Issue (i): Whether the licence condition requiring payment of compensation equal to excise duty on liquor not lifted and sold by the licensees was valid and enforceable.
Analysis: The U.P. Excise Act, 1910 authorised levy of excise duty or countervailing duty only on excisable articles imported, exported, transported, manufactured, cultivated, collected, or dealt with under the statutory scheme. Neither section 28 nor section 29, nor any other provision of the Act, authorised recovery of an amount described as compensation for liquor not lifted by the licensees. The challenged condition was therefore treated as a demand for excise duty on unlifted quantity, which had no statutory basis.
Conclusion: The condition was invalid and unenforceable, and the demand on this footing could not be sustained; this issue was decided in favour of the licensees.
Issue (ii): Whether the State was estopped from levying sales tax on retail sales of country spirit after an earlier exemption notification and assurances at the auction.

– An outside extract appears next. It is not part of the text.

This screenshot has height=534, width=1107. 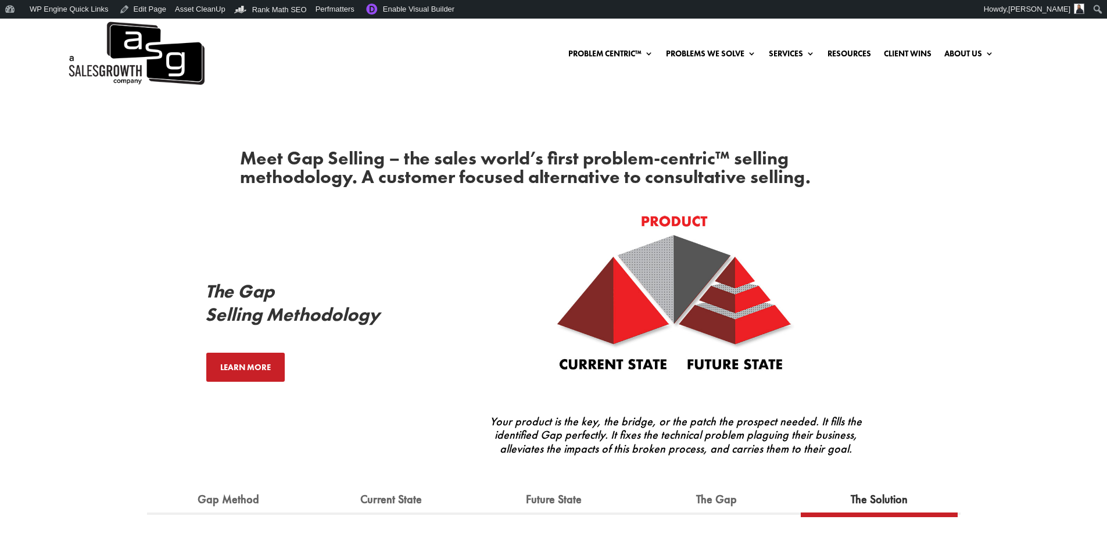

Analysis: Section 3-A and section 4 of the U.P. Sales Tax Act, 1948 empowered the State Government to impose sales tax. A prior exemption notification did not bar the State from withdrawing the exemption and imposing tax in exercise of its legislative and sovereign powers. The doctrine of estoppel does not ordinarily operate against the State in matters of legislation or governmental action, and a representation by officers at the auction could not defeat the statutory power to levy tax.
Conclusion: The sales tax demand was valid and the State was not estopped from recovering it; this issue was decided in favour of the Revenue.
Final Conclusion: The challenges to the compensation demand failed, but the objection to the sales tax demand also failed, so the appeals were disposed of with only the sales tax demand being upheld.
Ratio Decidendi: A levy or recovery can be sustained only if it is authorised by statute, and the doctrine of estoppel cannot defeat the State's exercise of legislative or sovereign taxing power.